In many applications for time series analysis we are interested in the behavior of a time series, but without short-term fluctuations. Smoothing or low-pass filtering are methods to accomplish this task. In time series analysis these methods are especially useful because by applying a low-pass filtering overall trends and/or deviations from the overall trend become more easily detectable.

For the purpose of demonstration we discuss some smoothing methods by applying them to the global mean monthly temperature anomalies provided by the Berkeley Earth Surface Temperature Study. Revisit the section on data sets used to remind yourself how we downloaded and extracted the data of interest.

First, we load to data set (t_global), examine its structure and then we plot it.

library(xts)
load(url("https://userpage.fu-berlin.de/soga/data/r-data/Earth_Surface_Temperature.RData"))

str(t_global)
## An xts object on Jan 1750 / Jun 2022 containing: 
##   Data:    double [3270, 2]
##   Columns: Monthly_Anomaly_Global, Monthly_Unc_Global
##   Index:   yearmon [3270] (TZ: "UTC")
plot(t_global[, "Monthly_Anomaly_Global"],
  main = "Earth Surface Temperature Anomalies"
)

Temperatures are given in Celsius and are reported as anomalies relative to the period January 1951 to December 1980 average.

Exercise: Subset the time series to the period from 1850 until 2015 and plot it.

## Your code here...
temp_global <- NULL
Show code
temp_global <- t_global["1850/2015", "Monthly_Anomaly_Global"]
plot(temp_global,
  main = "Earth Surface Temperature Anomalies",
  ylab = "Temperatur"
)

We store the data set in a .RData file for further processing.

save(file = "Earth_Surface_Temperature_Global.RData", temp_global)

Citation

The E-Learning project SOGA-R was developed at the Department of Earth Sciences by Kai Hartmann, Joachim Krois and Annette Rudolph. You can reach us via mail by soga[at]zedat.fu-berlin.de.

Creative Commons License
You may use this project freely under the Creative Commons Attribution-ShareAlike 4.0 International License.

Please cite as follow: Hartmann, K., Krois, J., Rudolph, A. (2023): Statistics and Geodata Analysis using R (SOGA-R). Department of Earth Sciences, Freie Universitaet Berlin.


◆ **WHAT YOU ARE ASKED TO DO**
Give back nothing but the number of lines in these entries that contain the word "boxes".

◆ **MATERIAL TO PROCESS**
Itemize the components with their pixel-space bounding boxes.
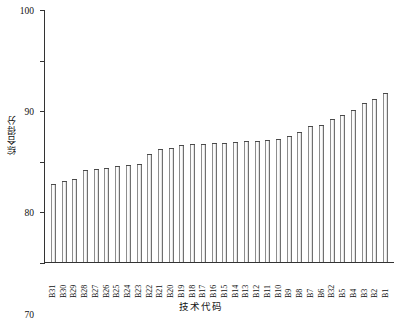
x-axis-tick-group: B1 <box>380 264 391 298</box>
bar <box>222 143 227 262</box>
bar <box>104 168 109 262</box>
bar-column <box>166 10 177 262</box>
bar-column <box>327 10 338 262</box>
bar <box>94 169 99 262</box>
bar <box>351 110 356 262</box>
bar <box>212 143 217 262</box>
bar-column <box>220 10 231 262</box>
bar-column <box>284 10 295 262</box>
y-axis-title-text: 综合得分 <box>4 115 17 155</box>
bar <box>72 179 77 262</box>
x-axis-tick-label: B11 <box>263 264 272 298</box>
bar <box>330 119 335 262</box>
x-axis-tick-label: B3 <box>360 264 369 298</box>
x-axis-tick-group: B12 <box>251 264 262 298</box>
bar <box>233 142 238 262</box>
bar <box>201 144 206 262</box>
x-axis-tick-group: B16 <box>208 264 219 298</box>
bar-column <box>337 10 348 262</box>
bar-column <box>69 10 80 262</box>
x-axis-tick-label: B25 <box>112 264 121 298</box>
bar <box>179 145 184 262</box>
bar-column <box>295 10 306 262</box>
bar-series <box>45 10 394 262</box>
bar-column <box>305 10 316 262</box>
x-axis-title: 技术代码 <box>0 299 401 313</box>
x-axis-tick-group: B6 <box>316 264 327 298</box>
x-axis-tick-group: B17 <box>198 264 209 298</box>
x-axis-tick-group: B20 <box>165 264 176 298</box>
bar <box>126 165 131 262</box>
x-axis-tick-label: B20 <box>166 264 175 298</box>
x-axis-tick-label: B31 <box>48 264 57 298</box>
bar <box>62 181 67 262</box>
x-axis-tick-group: B31 <box>47 264 58 298</box>
x-axis-tick-group: B13 <box>241 264 252 298</box>
x-axis-tick-group: B19 <box>176 264 187 298</box>
x-axis-tick-label: B29 <box>69 264 78 298</box>
bar-column <box>230 10 241 262</box>
x-axis-tick-label: B6 <box>317 264 326 298</box>
x-axis-tick-group: B7 <box>305 264 316 298</box>
plot-area: 5060708090100 <box>44 10 394 263</box>
bar <box>287 136 292 263</box>
bar-column <box>177 10 188 262</box>
x-axis-tick-group: B15 <box>219 264 230 298</box>
x-axis-tick-group: B21 <box>155 264 166 298</box>
bar <box>297 132 302 262</box>
bar <box>340 115 345 262</box>
x-axis-tick-group: B26 <box>101 264 112 298</box>
bar <box>308 126 313 262</box>
x-axis-tick-label: B22 <box>145 264 154 298</box>
x-axis-tick-label: B5 <box>338 264 347 298</box>
x-axis-tick-label: B24 <box>123 264 132 298</box>
x-axis-tick-group: B3 <box>359 264 370 298</box>
bar-column <box>209 10 220 262</box>
bar <box>83 170 88 262</box>
y-axis-tick-label: 100 <box>20 6 34 16</box>
bar-column <box>359 10 370 262</box>
x-axis-tick-group: B11 <box>262 264 273 298</box>
bar <box>158 149 163 262</box>
x-axis-tick-label: B17 <box>198 264 207 298</box>
x-axis-tick-label: B23 <box>134 264 143 298</box>
x-axis-tick-group: B27 <box>90 264 101 298</box>
x-axis-tick-group: B29 <box>69 264 80 298</box>
x-axis-tick-group: B5 <box>337 264 348 298</box>
x-axis-tick-label: B10 <box>274 264 283 298</box>
bar <box>319 125 324 262</box>
x-axis-tick-group: B23 <box>133 264 144 298</box>
bar-chart-figure: 综合得分 5060708090100 B31B30B29B28B27B26B25… <box>0 0 401 330</box>
bar <box>147 154 152 262</box>
bar-column <box>380 10 391 262</box>
bar-column <box>241 10 252 262</box>
x-axis-tick-group: B32 <box>327 264 338 298</box>
x-axis-tick-group: B2 <box>370 264 381 298</box>
x-axis-tick-label: B9 <box>284 264 293 298</box>
bar-column <box>348 10 359 262</box>
bar-column <box>112 10 123 262</box>
x-axis-tick-label: B32 <box>327 264 336 298</box>
figure-caption <box>0 320 401 330</box>
x-axis-tick-label: B30 <box>59 264 68 298</box>
x-axis-tick-label: B12 <box>252 264 261 298</box>
bar <box>137 164 142 262</box>
y-axis-title: 综合得分 <box>0 0 22 270</box>
bar-column <box>134 10 145 262</box>
x-axis-tick-label: B8 <box>295 264 304 298</box>
bar <box>169 148 174 262</box>
bar <box>115 166 120 262</box>
bar-column <box>48 10 59 262</box>
x-axis-tick-label: B28 <box>80 264 89 298</box>
x-axis-tick-group: B30 <box>58 264 69 298</box>
x-axis-tick-label: B14 <box>231 264 240 298</box>
y-axis-tick-label: 90 <box>25 107 35 117</box>
bar-column <box>123 10 134 262</box>
x-axis-tick-label: B19 <box>177 264 186 298</box>
bar-column <box>198 10 209 262</box>
x-axis-tick-group: B28 <box>79 264 90 298</box>
x-axis-tick-label: B21 <box>155 264 164 298</box>
bar-column <box>59 10 70 262</box>
x-axis-tick-group: B22 <box>144 264 155 298</box>
bar <box>265 140 270 262</box>
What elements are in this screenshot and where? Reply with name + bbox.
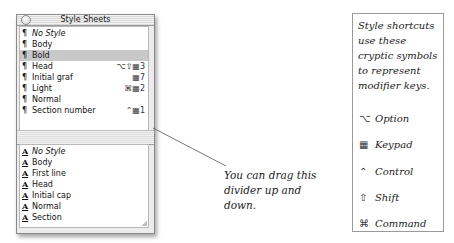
legend-item-shift: ⇧Shift [359, 191, 399, 205]
control-icon: ⌃ [359, 165, 375, 179]
keypad-icon: ▦ [359, 138, 375, 152]
legend-item-command: ⌘Command [359, 217, 426, 231]
legend-intro-text: Style shortcuts use these cryptic symbol… [358, 18, 442, 93]
legend-item-control: ⌃Control [359, 165, 413, 179]
command-icon: ⌘ [359, 217, 375, 231]
divider-callout-text: You can drag this divider up and down. [224, 168, 334, 213]
legend-item-option: ⌥Option [359, 112, 409, 126]
legend-label: Command [375, 218, 426, 229]
legend-item-keypad: ▦Keypad [359, 138, 413, 152]
option-icon: ⌥ [359, 112, 375, 126]
shift-icon: ⇧ [359, 191, 375, 205]
legend-label: Option [375, 113, 409, 124]
modifier-key-legend: Style shortcuts use these cryptic symbol… [352, 13, 444, 232]
legend-label: Keypad [375, 139, 413, 150]
legend-label: Shift [375, 192, 399, 203]
legend-label: Control [375, 166, 413, 177]
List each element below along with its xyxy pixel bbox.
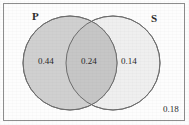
region-value-outside: 0.18 <box>163 104 179 114</box>
set-label-s: S <box>151 12 157 24</box>
venn-diagram-figure: P S 0.44 0.24 0.14 0.18 <box>0 0 189 125</box>
set-label-p: P <box>32 10 39 22</box>
region-value-intersection: 0.24 <box>81 56 97 66</box>
region-value-s-only: 0.14 <box>121 56 137 66</box>
region-value-p-only: 0.44 <box>38 56 54 66</box>
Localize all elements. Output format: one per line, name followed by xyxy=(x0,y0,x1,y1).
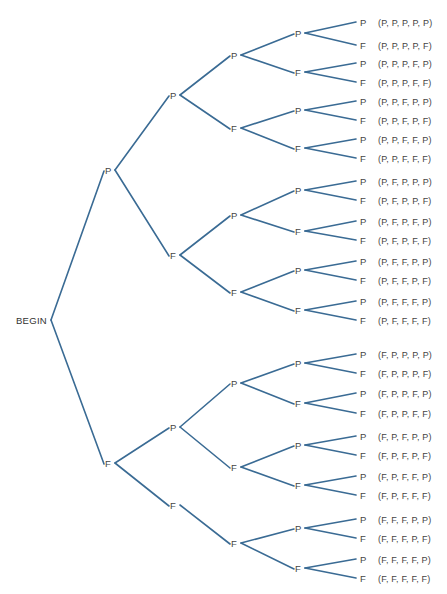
leaf-node: P xyxy=(360,176,366,187)
tree-edge xyxy=(305,101,356,110)
leaf-node: F xyxy=(360,195,366,206)
outcome-tuple: (P, F, F, P, P) xyxy=(378,257,432,267)
tree-edge xyxy=(241,529,294,543)
tree-edge xyxy=(305,22,356,33)
tree-edge xyxy=(51,320,104,464)
tree-edge xyxy=(51,171,104,320)
outcome-tuple: (P, F, P, F, F) xyxy=(378,236,431,246)
outcome-tuple: (F, F, F, F, F) xyxy=(378,574,431,584)
leaf-node: P xyxy=(360,514,366,525)
outcome-tuple: (P, P, F, P, P) xyxy=(378,97,432,107)
leaf-node: P xyxy=(360,388,366,399)
tree-edge xyxy=(241,111,294,128)
leaf-node: P xyxy=(360,256,366,267)
leaf-node: F xyxy=(360,115,366,126)
outcome-tuple: (F, F, F, P, F) xyxy=(378,534,431,544)
leaf-node: F xyxy=(360,235,366,246)
leaf-node: P xyxy=(360,431,366,442)
tree-edge xyxy=(305,310,356,320)
tree-edge xyxy=(180,384,230,427)
node-pfp: P xyxy=(231,210,237,221)
leaf-node: P xyxy=(360,296,366,307)
tree-edge xyxy=(180,255,230,293)
outcome-tuple: (P, P, P, P, P) xyxy=(378,18,432,28)
leaf-node: F xyxy=(360,490,366,501)
tree-edge xyxy=(241,128,294,149)
node-fpf: F xyxy=(231,462,237,473)
outcome-tuple: (P, P, P, F, F) xyxy=(378,78,432,88)
tree-edge xyxy=(305,139,356,148)
outcome-tuple: (P, F, F, F, F) xyxy=(378,316,431,326)
tree-edge xyxy=(180,216,230,255)
begin-label: BEGIN xyxy=(16,315,47,326)
tree-edge xyxy=(305,148,356,158)
leaf-node: F xyxy=(360,533,366,544)
outcome-tuple: (P, F, F, F, P) xyxy=(378,297,431,307)
outcome-tuple: (P, P, P, F, P) xyxy=(378,59,432,69)
tree-edge xyxy=(305,393,356,403)
probability-tree-diagram: BEGIN PFPFPFPFPFPFFPFPFPFPFPFPFPFP(P, P,… xyxy=(0,0,447,594)
node-ppf: F xyxy=(231,123,237,134)
outcome-tuple: (P, F, P, P, P) xyxy=(378,177,432,187)
tree-edge xyxy=(241,467,294,486)
node-fpff: F xyxy=(295,480,301,491)
outcome-tuple: (F, F, F, P, P) xyxy=(378,515,431,525)
node-ff: F xyxy=(170,500,176,511)
node-fpfp: P xyxy=(295,440,301,451)
outcome-tuple: (P, P, P, P, F) xyxy=(378,41,432,51)
tree-edge xyxy=(305,559,356,568)
outcome-tuple: (F, P, P, F, P) xyxy=(378,389,432,399)
tree-edges xyxy=(51,22,356,578)
leaf-node: F xyxy=(360,315,366,326)
tree-edge xyxy=(115,428,169,463)
tree-labels: BEGIN PFPFPFPFPFPFFPFPFPFPFPFPFPFP(P, P,… xyxy=(16,17,432,584)
tree-edge xyxy=(241,34,294,55)
node-pf: F xyxy=(170,250,176,261)
tree-edge xyxy=(305,568,356,578)
outcome-tuple: (P, F, F, P, F) xyxy=(378,276,431,286)
node-f: F xyxy=(105,458,111,469)
tree-edge xyxy=(180,95,230,129)
tree-edge xyxy=(305,363,356,373)
leaf-node: F xyxy=(360,450,366,461)
leaf-node: F xyxy=(360,368,366,379)
outcome-tuple: (F, P, P, P, P) xyxy=(378,350,432,360)
tree-edge xyxy=(241,446,294,467)
outcome-tuple: (P, P, F, P, F) xyxy=(378,116,432,126)
leaf-node: F xyxy=(360,275,366,286)
tree-edge xyxy=(241,215,294,232)
leaf-node: F xyxy=(360,40,366,51)
outcome-tuple: (F, P, F, F, P) xyxy=(378,472,431,482)
leaf-node: P xyxy=(360,349,366,360)
leaf-node: P xyxy=(360,134,366,145)
node-ppff: F xyxy=(295,143,301,154)
leaf-node: P xyxy=(360,471,366,482)
tree-edge xyxy=(305,476,356,485)
outcome-tuple: (P, F, P, F, P) xyxy=(378,217,432,227)
outcome-tuple: (F, P, F, P, F) xyxy=(378,451,431,461)
leaf-node: P xyxy=(360,554,366,565)
leaf-node: F xyxy=(360,573,366,584)
leaf-node: P xyxy=(360,58,366,69)
outcome-tuple: (F, P, P, P, F) xyxy=(378,369,432,379)
node-ffff: F xyxy=(295,563,301,574)
outcome-tuple: (F, F, F, F, P) xyxy=(378,555,431,565)
tree-edge xyxy=(115,170,169,256)
tree-edge xyxy=(305,301,356,310)
tree-edge xyxy=(305,231,356,240)
tree-edge xyxy=(305,221,356,231)
leaf-node: F xyxy=(360,408,366,419)
tree-edge xyxy=(115,463,169,506)
tree-edge xyxy=(115,96,169,170)
outcome-tuple: (F, P, P, F, F) xyxy=(378,409,431,419)
tree-edge xyxy=(305,33,356,45)
tree-edge xyxy=(305,354,356,363)
tree-edge xyxy=(305,485,356,495)
leaf-node: F xyxy=(360,153,366,164)
node-pff: F xyxy=(231,287,237,298)
tree-edge xyxy=(180,427,230,468)
node-pfpf: F xyxy=(295,226,301,237)
tree-edge xyxy=(241,383,294,404)
node-pppf: F xyxy=(295,67,301,78)
outcome-tuple: (P, F, P, P, F) xyxy=(378,196,432,206)
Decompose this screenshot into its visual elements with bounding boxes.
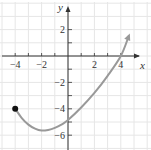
grid-lines <box>0 2 151 150</box>
x-axis-label: x <box>139 59 145 71</box>
svg-text:2: 2 <box>60 24 65 35</box>
function-curve <box>15 36 129 130</box>
closed-endpoint-dot <box>12 106 18 112</box>
svg-text:−2: −2 <box>54 77 65 88</box>
svg-text:2: 2 <box>92 59 97 70</box>
function-graph: −4−2242−2−4−6 x y <box>0 0 151 150</box>
svg-text:−2: −2 <box>36 59 47 70</box>
svg-text:−6: −6 <box>54 130 65 141</box>
svg-text:−4: −4 <box>54 103 65 114</box>
y-axis-label: y <box>57 1 63 13</box>
svg-text:−4: −4 <box>10 59 21 70</box>
axes <box>2 6 140 150</box>
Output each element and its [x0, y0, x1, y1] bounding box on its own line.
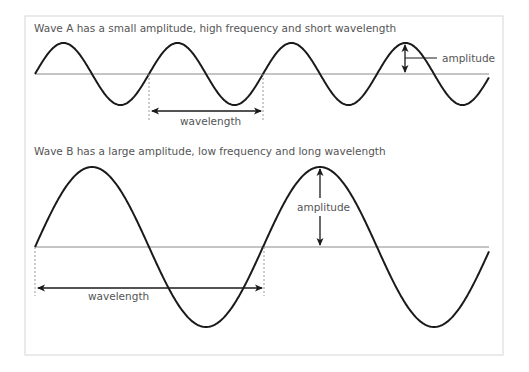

◆ **EXERCISE RESULT**
2